* [Records supplied]
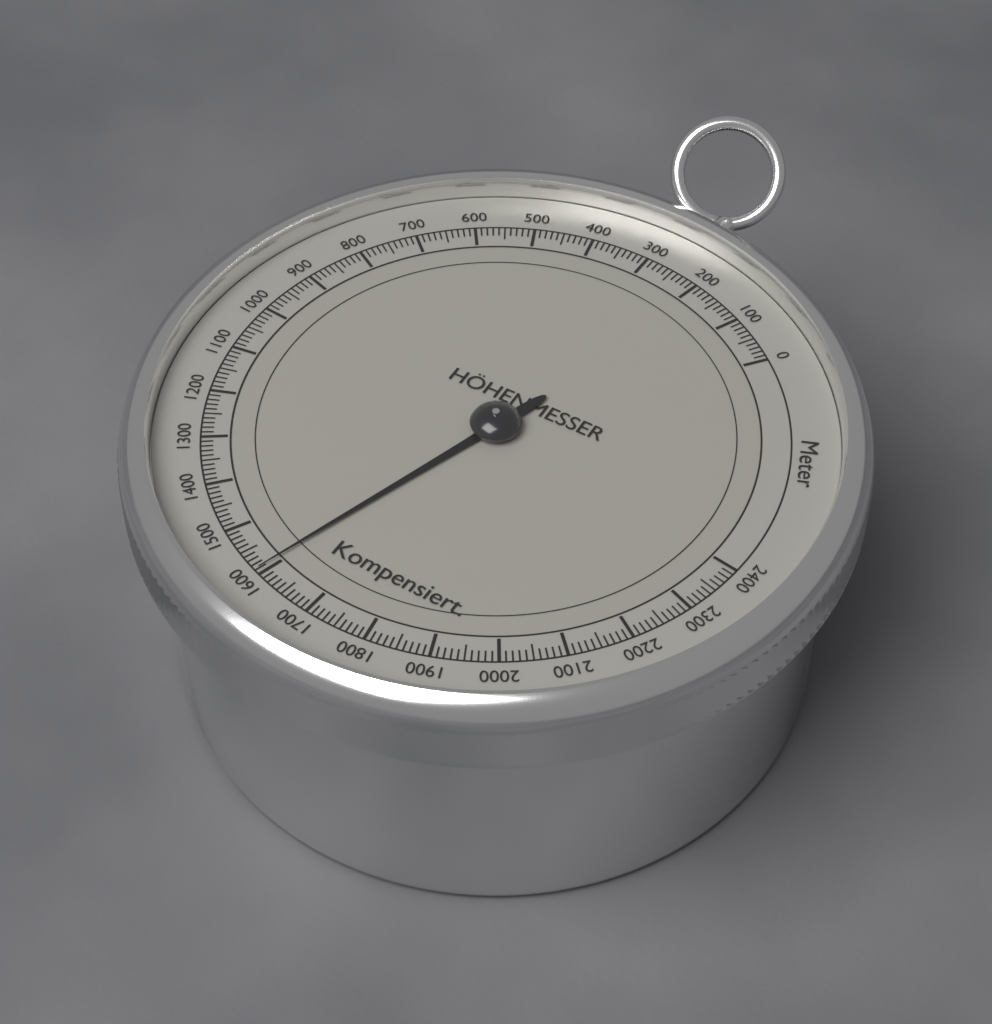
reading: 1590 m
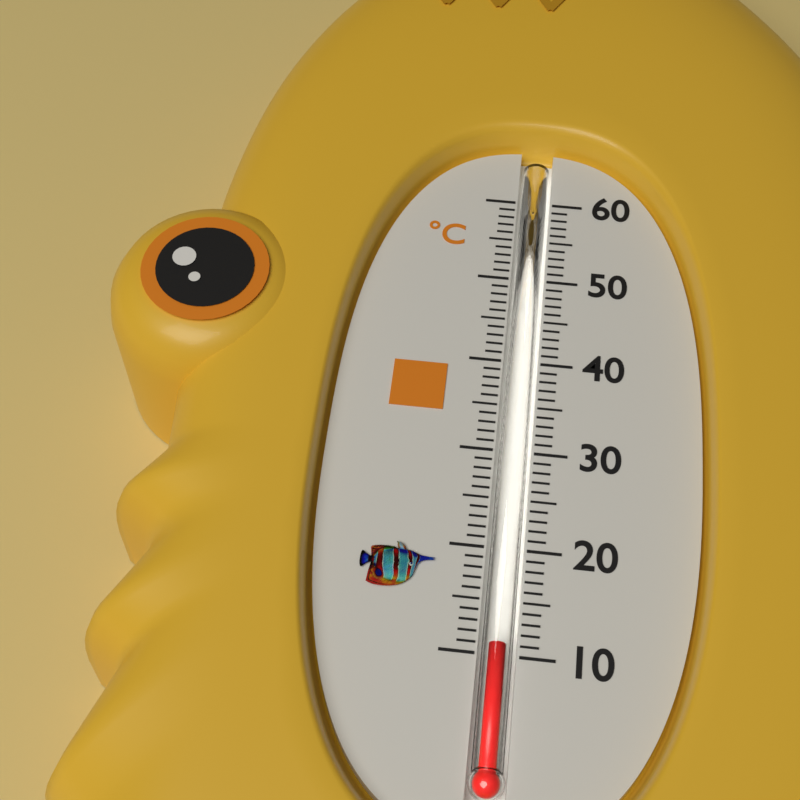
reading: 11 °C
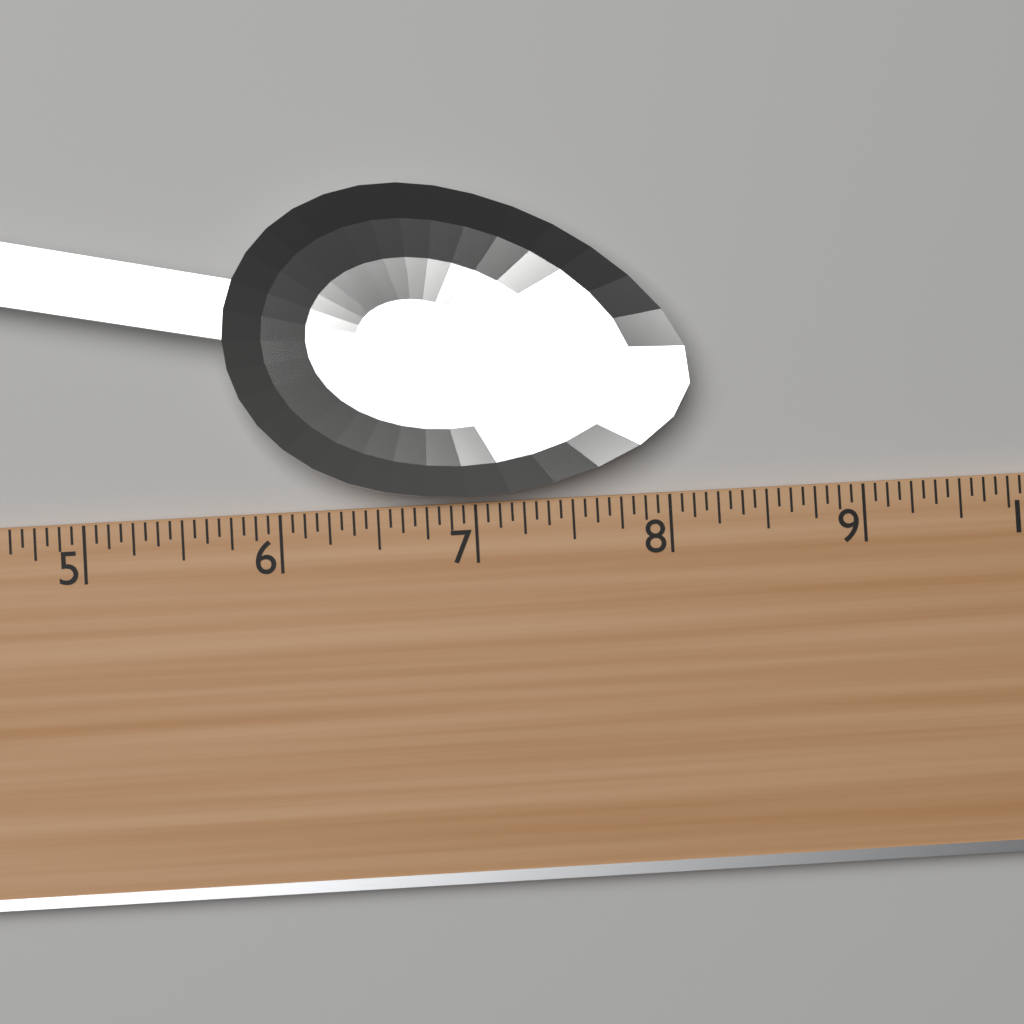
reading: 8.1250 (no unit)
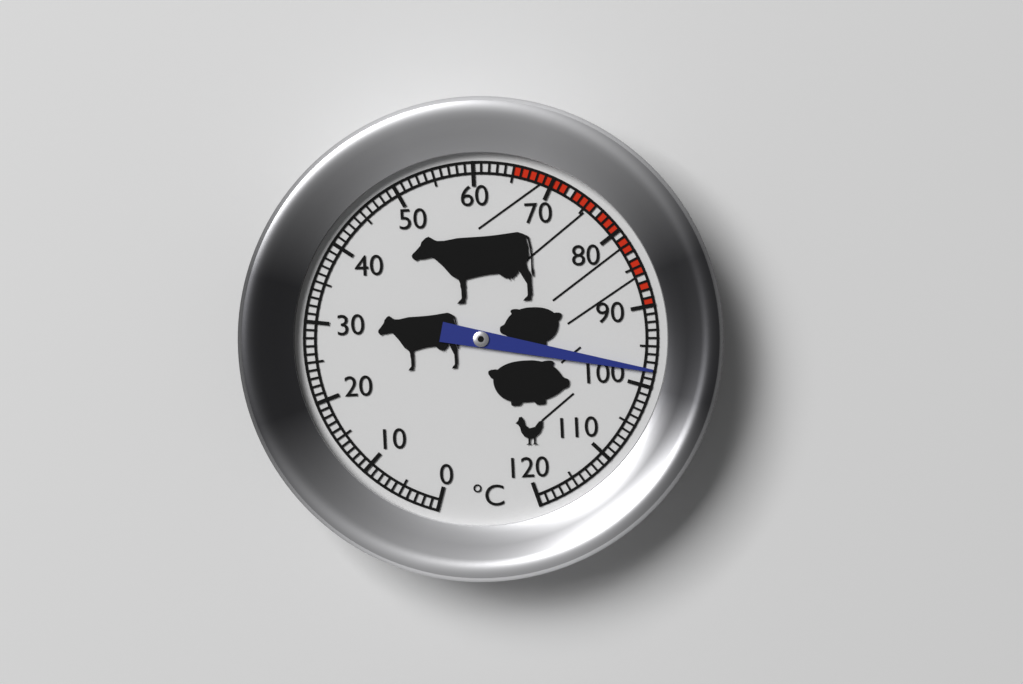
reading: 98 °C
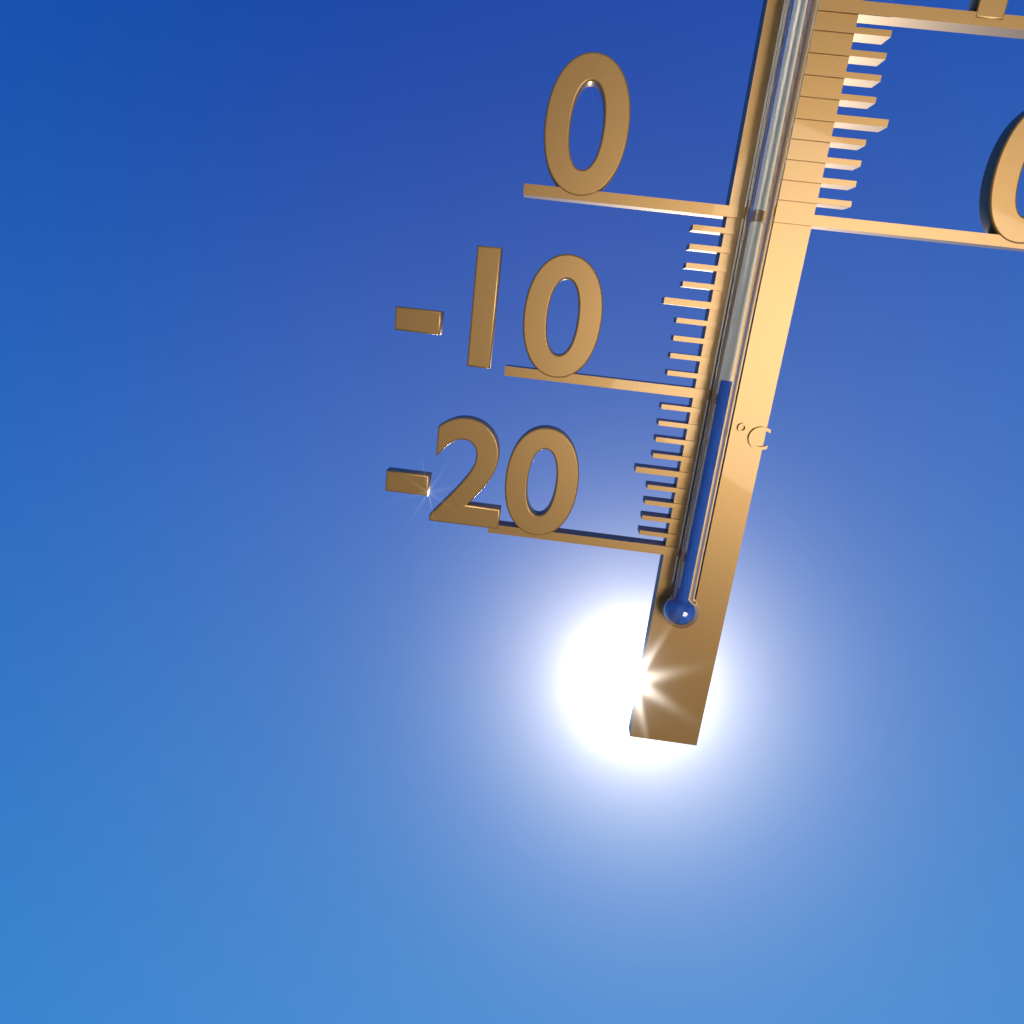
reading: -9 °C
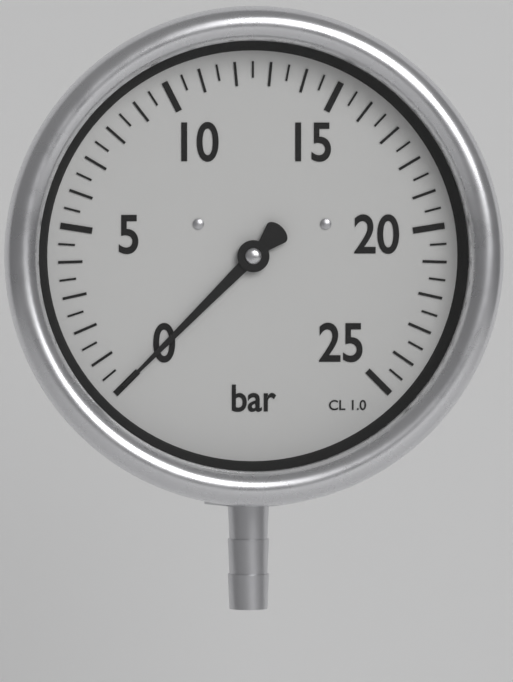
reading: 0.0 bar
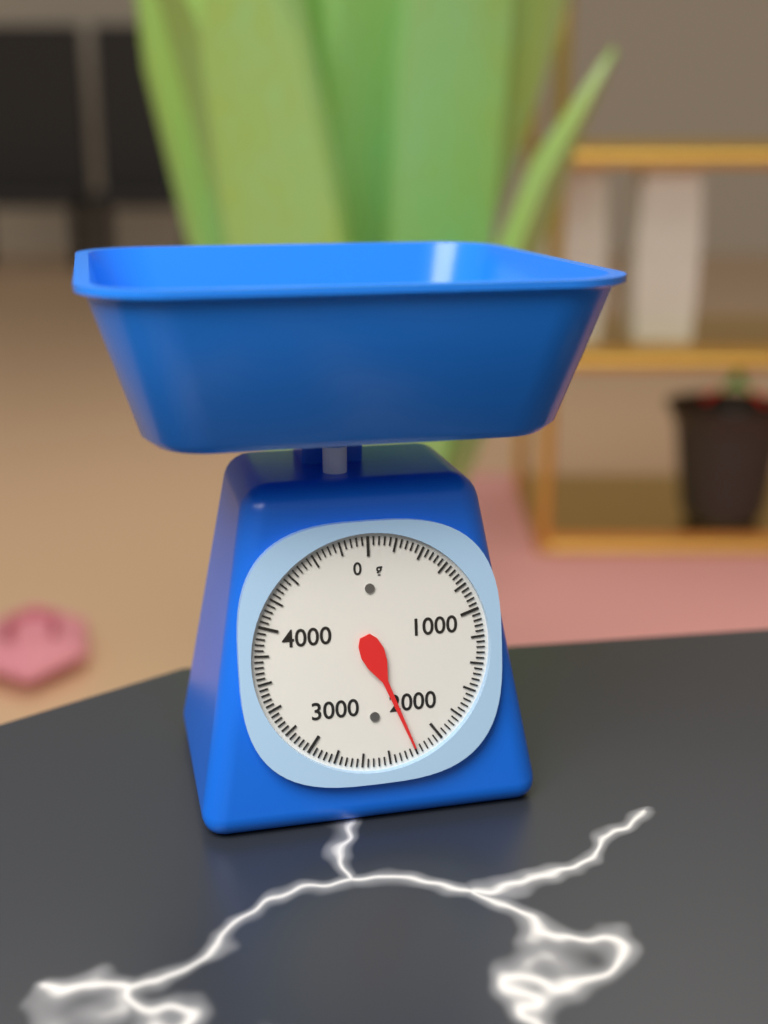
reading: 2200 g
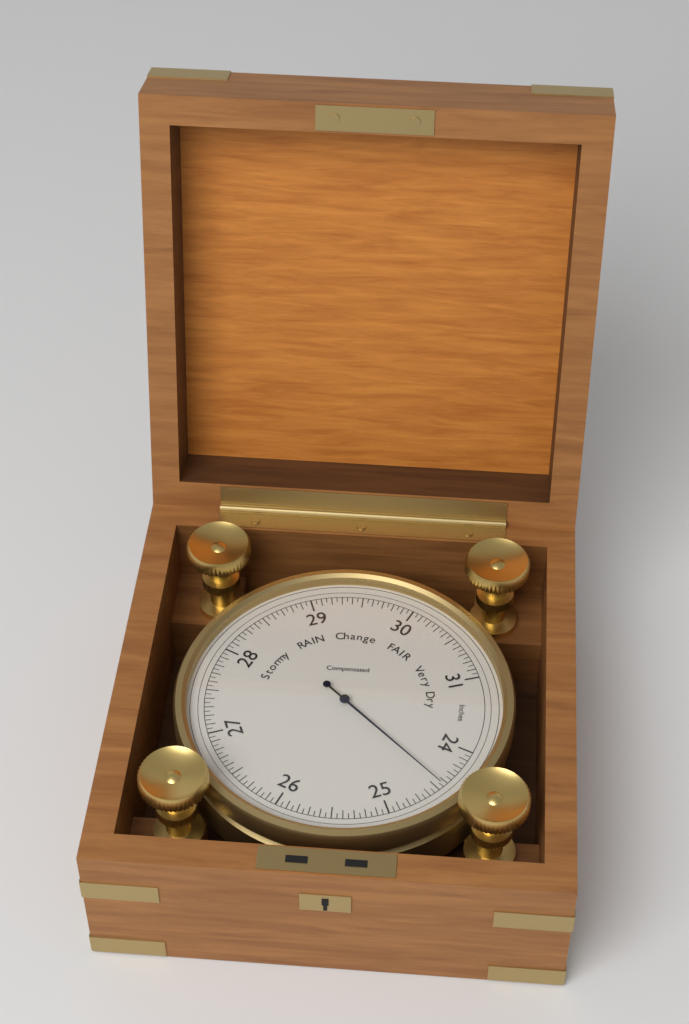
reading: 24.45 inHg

* [The problem] Your task is to repeat the material above exactly, without its pictures.

* [Result for this task]
reading: 1590 m
reading: 11 °C
reading: 8.1250 (no unit)
reading: 98 °C
reading: -9 °C
reading: 0.0 bar
reading: 2200 g
reading: 24.45 inHg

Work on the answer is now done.